Even before the onset of the current Covid-19 pandemic, some manufacturing companies in Malaysia were already exploring the idea of a self-healing supply chain. The term ‘self-healing’ includes two concepts:  the first being that data and parameters in supply chain planning and scheduling models should be automatically calibrated to maintain their accuracy; and the second is being able to quickly adapt by re-planning and re-scheduling supply chain and manufacturing operations as needed when unexpected events occur.

A self-healing supply chain is therefore impossible without a robust digital twin.

What is a Digital Twin?

The digital twin is an evolving digital profile of the historical, current and future behaviour of a physical object or process that helps optimise business performance. It provides a valuable model of asset health, forecasting and recommending action to avoid degradation and asset failure events. Most importantly, digital twins incorporate business models representing scenarios for product creation, operations, supply chain, trading, effective asset utilisation, risk, customer satisfaction, and profit.

Enterprise level digital twins are an important emerging area. Such models enable rapid analysis of enterprise profit opportunities and effectively present actionable information to the executive level. For example, a multi-asset supply chain planning model that can optimise the utilisation of a network of manufacturing plants, transportation and storage facilities for maximum profit and customer satisfaction.

According to a recent report “Beyond Covid-19: Supply Chain Holds the Key to Recovery” published by Baker McKenzie and Oxford Economics, the pandemic has resulted in an unprecedented global supply chain crisis.

Although the road to industrial recovery has begun, it is essential that businesses turn to digitalisation of supply chains to achieve resilience and sustainability. Digital twins are therefore extremely valuable tools for process manufacturing industries during these uncertain times. Below are numerous examples of how supply chain digital twins have helped organisations achieve business continuity in various phases of the pandemic.
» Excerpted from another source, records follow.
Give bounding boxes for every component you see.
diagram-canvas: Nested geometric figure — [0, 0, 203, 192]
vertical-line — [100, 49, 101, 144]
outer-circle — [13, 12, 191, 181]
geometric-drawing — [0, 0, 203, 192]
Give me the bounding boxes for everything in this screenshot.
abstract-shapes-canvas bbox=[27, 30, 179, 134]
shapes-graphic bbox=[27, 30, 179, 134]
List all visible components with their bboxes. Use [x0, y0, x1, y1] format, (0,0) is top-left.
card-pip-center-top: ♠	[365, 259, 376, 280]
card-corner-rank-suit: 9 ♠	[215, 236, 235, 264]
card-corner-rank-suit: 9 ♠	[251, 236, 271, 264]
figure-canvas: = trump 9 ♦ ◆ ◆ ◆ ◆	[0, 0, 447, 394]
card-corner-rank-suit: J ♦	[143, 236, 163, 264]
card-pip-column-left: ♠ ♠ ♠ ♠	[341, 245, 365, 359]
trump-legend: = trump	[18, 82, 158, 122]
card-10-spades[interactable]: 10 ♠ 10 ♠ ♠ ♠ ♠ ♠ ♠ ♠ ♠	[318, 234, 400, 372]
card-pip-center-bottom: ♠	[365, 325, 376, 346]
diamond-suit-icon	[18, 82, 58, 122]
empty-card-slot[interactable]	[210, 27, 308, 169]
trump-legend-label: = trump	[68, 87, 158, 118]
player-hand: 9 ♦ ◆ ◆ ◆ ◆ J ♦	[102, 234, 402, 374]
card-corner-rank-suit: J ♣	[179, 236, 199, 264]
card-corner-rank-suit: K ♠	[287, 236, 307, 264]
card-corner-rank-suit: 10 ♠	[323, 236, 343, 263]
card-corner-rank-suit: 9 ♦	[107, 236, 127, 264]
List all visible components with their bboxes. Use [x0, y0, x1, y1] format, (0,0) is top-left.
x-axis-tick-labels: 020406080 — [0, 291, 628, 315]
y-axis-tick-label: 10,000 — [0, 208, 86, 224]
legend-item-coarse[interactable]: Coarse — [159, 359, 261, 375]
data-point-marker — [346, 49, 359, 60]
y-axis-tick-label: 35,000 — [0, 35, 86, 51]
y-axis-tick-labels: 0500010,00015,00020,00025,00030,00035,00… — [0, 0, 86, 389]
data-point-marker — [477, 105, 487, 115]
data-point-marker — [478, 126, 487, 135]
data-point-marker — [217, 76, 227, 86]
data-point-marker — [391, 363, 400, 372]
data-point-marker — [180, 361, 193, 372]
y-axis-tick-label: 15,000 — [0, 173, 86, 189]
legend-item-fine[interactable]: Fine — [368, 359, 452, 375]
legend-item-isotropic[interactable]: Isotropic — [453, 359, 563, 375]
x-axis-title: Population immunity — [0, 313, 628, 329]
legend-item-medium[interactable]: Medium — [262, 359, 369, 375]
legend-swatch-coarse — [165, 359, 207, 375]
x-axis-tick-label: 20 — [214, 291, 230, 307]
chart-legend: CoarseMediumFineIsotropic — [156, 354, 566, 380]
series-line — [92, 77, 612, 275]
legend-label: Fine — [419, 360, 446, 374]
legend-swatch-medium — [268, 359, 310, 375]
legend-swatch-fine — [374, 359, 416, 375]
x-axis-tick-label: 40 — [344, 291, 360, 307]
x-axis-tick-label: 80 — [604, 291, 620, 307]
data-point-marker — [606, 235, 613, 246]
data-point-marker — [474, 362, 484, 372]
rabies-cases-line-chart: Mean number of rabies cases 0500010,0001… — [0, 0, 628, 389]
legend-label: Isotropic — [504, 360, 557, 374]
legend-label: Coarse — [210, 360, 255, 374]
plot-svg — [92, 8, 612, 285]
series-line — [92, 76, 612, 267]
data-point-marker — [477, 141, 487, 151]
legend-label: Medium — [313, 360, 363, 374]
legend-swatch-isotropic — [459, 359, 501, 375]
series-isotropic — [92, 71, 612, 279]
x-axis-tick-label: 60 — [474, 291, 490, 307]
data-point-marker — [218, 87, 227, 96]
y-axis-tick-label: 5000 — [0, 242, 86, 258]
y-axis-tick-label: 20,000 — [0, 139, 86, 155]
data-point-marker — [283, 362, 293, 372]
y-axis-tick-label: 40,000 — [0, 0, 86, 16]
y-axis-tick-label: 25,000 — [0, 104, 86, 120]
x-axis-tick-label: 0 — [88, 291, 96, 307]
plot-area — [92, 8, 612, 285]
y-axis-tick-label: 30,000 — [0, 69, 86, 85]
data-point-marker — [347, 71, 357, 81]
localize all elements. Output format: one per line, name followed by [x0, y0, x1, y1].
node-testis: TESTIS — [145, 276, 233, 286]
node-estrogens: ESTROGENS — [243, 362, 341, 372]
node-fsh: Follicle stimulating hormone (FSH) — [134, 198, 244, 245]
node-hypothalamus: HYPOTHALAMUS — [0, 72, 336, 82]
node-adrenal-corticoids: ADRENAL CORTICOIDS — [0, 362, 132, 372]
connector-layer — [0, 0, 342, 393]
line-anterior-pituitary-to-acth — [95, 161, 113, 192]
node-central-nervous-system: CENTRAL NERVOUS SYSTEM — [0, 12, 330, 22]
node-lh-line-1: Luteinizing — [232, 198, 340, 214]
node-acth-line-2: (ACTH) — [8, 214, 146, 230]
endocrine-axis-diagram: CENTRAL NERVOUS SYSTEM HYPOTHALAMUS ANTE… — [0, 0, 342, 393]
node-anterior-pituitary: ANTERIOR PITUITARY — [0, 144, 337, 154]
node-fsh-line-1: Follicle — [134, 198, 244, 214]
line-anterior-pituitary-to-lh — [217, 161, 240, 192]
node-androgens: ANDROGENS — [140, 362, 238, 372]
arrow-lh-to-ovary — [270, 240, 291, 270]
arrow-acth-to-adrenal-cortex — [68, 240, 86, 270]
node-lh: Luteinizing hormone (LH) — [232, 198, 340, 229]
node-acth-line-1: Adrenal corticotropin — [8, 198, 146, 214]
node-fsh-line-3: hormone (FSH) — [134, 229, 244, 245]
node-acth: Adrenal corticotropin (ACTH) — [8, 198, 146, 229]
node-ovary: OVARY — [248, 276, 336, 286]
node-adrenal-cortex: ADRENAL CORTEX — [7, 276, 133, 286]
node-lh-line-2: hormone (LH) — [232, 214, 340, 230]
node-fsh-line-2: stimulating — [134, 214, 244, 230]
Phase I:  Protecting the People and the Business

Keeping Plant Operations Personnel Safe

The priority at the onset of the pandemic was to keep employees safe. In this phase, many companies rapidly incorporated physical distancing constraints into their production planning and scheduling digital twins in order to keep their manufacturing operations personnel safe.
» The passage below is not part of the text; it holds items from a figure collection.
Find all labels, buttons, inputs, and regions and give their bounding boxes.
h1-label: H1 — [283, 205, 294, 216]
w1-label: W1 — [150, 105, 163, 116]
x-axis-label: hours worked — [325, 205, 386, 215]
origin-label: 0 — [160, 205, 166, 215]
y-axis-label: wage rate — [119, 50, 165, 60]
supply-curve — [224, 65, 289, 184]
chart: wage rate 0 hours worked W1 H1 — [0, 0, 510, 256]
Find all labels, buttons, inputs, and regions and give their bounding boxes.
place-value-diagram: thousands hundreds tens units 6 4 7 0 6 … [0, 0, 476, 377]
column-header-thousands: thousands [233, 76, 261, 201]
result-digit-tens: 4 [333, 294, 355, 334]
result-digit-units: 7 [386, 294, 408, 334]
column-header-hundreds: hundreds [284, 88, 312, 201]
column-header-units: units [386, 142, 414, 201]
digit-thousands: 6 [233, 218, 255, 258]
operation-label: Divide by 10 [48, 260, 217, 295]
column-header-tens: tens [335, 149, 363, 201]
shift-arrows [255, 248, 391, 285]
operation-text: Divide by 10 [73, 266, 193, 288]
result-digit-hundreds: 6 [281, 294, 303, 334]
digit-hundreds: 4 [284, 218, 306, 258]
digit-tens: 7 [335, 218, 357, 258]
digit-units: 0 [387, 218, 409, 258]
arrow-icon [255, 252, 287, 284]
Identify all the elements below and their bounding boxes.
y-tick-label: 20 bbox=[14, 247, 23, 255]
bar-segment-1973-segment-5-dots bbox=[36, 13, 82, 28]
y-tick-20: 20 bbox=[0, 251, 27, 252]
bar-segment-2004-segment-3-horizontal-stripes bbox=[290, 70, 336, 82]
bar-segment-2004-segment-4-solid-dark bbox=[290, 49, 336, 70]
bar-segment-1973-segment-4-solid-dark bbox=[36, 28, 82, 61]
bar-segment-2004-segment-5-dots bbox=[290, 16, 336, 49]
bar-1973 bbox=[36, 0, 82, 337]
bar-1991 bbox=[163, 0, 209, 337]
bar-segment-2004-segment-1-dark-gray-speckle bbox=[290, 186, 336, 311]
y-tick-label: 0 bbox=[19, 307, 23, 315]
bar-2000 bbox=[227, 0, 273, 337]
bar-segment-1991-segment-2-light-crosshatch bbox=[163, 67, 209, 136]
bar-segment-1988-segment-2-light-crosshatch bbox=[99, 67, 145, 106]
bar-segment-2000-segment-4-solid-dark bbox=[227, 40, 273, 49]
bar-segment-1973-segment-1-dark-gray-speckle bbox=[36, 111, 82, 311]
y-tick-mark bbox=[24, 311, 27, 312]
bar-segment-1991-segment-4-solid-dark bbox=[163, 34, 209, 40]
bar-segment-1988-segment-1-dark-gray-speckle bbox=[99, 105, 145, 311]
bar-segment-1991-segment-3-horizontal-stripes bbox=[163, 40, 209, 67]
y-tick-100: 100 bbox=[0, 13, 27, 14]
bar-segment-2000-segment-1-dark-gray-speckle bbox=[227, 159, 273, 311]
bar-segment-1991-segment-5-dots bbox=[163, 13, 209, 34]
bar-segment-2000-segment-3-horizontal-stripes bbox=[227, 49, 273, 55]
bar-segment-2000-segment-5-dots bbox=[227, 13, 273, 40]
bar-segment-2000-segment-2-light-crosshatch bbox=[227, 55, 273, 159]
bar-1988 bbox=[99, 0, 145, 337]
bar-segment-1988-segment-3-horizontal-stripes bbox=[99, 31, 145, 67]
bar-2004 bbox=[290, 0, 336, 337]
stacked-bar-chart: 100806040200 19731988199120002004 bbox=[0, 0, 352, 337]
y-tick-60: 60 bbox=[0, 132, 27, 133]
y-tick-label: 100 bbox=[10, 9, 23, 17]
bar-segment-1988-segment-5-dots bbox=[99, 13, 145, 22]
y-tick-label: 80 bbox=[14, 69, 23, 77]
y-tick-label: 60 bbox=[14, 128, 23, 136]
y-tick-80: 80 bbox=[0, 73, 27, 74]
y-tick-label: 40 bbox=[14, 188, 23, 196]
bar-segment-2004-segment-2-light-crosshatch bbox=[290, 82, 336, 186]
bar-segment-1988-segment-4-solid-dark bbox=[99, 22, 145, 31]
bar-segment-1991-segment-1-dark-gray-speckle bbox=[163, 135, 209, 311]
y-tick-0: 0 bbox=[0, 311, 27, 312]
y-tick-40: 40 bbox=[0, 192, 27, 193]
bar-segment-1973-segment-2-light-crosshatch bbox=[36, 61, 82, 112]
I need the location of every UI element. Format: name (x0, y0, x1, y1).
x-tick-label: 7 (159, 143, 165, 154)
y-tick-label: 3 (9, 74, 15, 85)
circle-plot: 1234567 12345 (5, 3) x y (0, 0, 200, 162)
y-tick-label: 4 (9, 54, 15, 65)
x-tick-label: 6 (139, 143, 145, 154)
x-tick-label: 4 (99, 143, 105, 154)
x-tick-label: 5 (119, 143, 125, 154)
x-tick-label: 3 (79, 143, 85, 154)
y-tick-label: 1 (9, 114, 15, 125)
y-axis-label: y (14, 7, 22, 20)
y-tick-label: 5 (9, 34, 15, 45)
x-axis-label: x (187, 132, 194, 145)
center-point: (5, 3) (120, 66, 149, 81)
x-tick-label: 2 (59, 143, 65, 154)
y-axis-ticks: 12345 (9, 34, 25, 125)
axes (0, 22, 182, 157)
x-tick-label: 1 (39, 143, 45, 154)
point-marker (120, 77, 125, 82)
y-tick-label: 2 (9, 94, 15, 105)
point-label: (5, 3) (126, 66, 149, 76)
The digital twin technology ensures that operations personnel practice adequate physical distancing while simultaneously considering complex manufacturing equipment constraints related to using alternating lines/ equipment on various days of the week.

Managing Uncertainty via Powerful “what-if” Optimization Scenario Analyses

The second priority in this phase was to protect the financial health of the business. Many organisations mobilised their teams to evaluate the financial and operational implications of numerous short to mid-term business scenarios.
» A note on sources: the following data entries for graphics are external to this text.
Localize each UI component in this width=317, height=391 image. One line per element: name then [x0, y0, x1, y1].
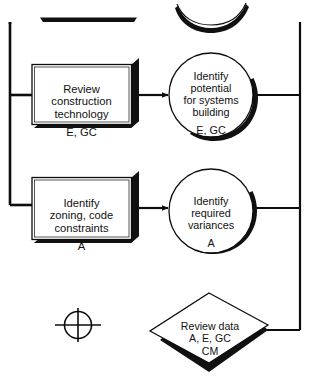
connector-left-bus: [10, 22, 33, 205]
connector-right-bus: [253, 22, 300, 330]
node-identify-potential[interactable]: [169, 53, 258, 141]
node-identify-variances[interactable]: [169, 169, 257, 254]
node-identify-zoning[interactable]: [32, 171, 139, 243]
node-review-data[interactable]: [150, 293, 268, 372]
flowchart-graphics: [0, 0, 317, 391]
node-review-construction[interactable]: [32, 58, 139, 128]
flowchart-canvas: Review construction technologyE, GC Iden…: [0, 0, 317, 391]
crosshair-icon: [55, 308, 101, 342]
clipped-circle-shadow-top: [175, 3, 249, 33]
clipped-rectangle-shadow-top: [40, 18, 137, 23]
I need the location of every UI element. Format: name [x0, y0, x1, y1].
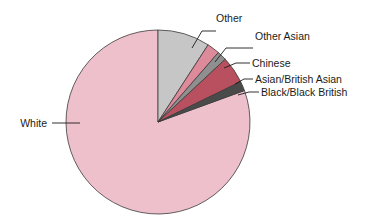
pie-label-chinese: Chinese — [252, 57, 291, 69]
pie-chart: Other Other Asian Chinese Asian/British … — [0, 0, 366, 221]
pie-label-asian-british-asian: Asian/British Asian — [255, 73, 342, 85]
pie-label-other: Other — [216, 12, 243, 24]
pie-label-white: White — [20, 117, 47, 129]
chart-canvas: Other Other Asian Chinese Asian/British … — [0, 0, 366, 221]
pie-label-black-black-british: Black/Black British — [261, 86, 348, 98]
pie-slice-group — [66, 30, 250, 214]
pie-label-other-asian: Other Asian — [255, 30, 310, 42]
Companies also used their end-to-end supply chain planning optimisation digital twin to run and analyse a significant number of scenarios every day. The digital twin allows companies to rapidly develop contingency plans on how to best respond to circumstances as the uncertain future unfolds.

Phase II:  Adjusting Processes to Achieve Continuity

Keeping Work-from-Home and On-Site Teams Constantly Aligned

Maintaining business continuity and ensuring a safe and reliable supply chain became much more challenging when some of the people who usually work at the manufacturing sites were directed to work from home. But the digital twin technology has helped the supply chain and manufacturing operations team stay aligned.

Different teams are still able to collaborate via live web-based views of the latest published manufacturing schedules, view projected inventory positions, identify problems ahead of time and help everyone maintain situational awareness about what is happening at the manufacturing facility and finally working towards a common goal.

Quick Adaptation to Demand and Supply Changes

Digital twin technology has also allowed companies to adapt to changing demand and supply conditions while still having the capacity to improve cash flow, ensure on-time shipping performance and flex production output by aligning their demands, capacity, supply and operations on a daily basis.

Phase III:  Preparation for Recovery

Monitoring for Signs of Recovery and Rebound

Since the beginning of the pandemic, most companies reported that the accuracy of their demand forecasts are considerably less accurate than before. In preparing for a recovery, some companies are using digital twins to closely monitor changes in demand trends week-over-week.

Re-designing the Supply Chain

The pandemic has exposed the vulnerabilities in today’s global supply chains that were designed primarily for efficiency. However, there is an opportunity for manufacturers to design their businesses to make them more resilient.

This will involve analysing and building redundancies for critical product lines and associated production and supply capabilities including reviewing existing suppliers and locations; substitution options; as well as existing manufacturing locations and the current flexibility of manufacturing resources. These are areas where an end-to-end supply chain optimisation digital twin can be leveraged to explore and analyse various supply chain and manufacturing design alternatives to build a more resilient business.

Strengthening the Supply Chain through Self-Healing Capabilities

The self-healing supply chain ensures that the supply chain digital twins remain as accurate as possible, reflecting demonstrated plant, equipment and process performance. This is achieved by automatic detection of data inputs that may no longer be valid amongst the tens to hundreds of thousands of manufacturing data inputs (e.g. processing time, yields, setup times, cleanout times, transition times, etc.) used by supply chain digital twins.

A self-healing supply chain has the capability to identify these proverbial “needles in the haystack” with minimal time and talent input. Self-healing supply chains can also combine both predictive and prescriptive technology. For example, low-touch machine learning (ML) is used to predict with high degrees of certainty a manufacturing equipment / asset failure in advance.

Prescriptive mathematical optimisation (MO) methods in supply chain planning and scheduling digital twins make use of these advance equipment failure warnings to answer the question “When should we take planned downtime (in advance of the predicted failure event) to ensure minimal disruptions, costs and impact to customer order commitments and relationships?”

Digital twins provide insights so organisations can adapt to this new operating environment and keep supply chain and manufacturing operations running as nimbly and efficiently as possible. Building digital capabilities now will help organisations prepare for the ongoing uncertainty that is likely to continue into 2021 and beyond.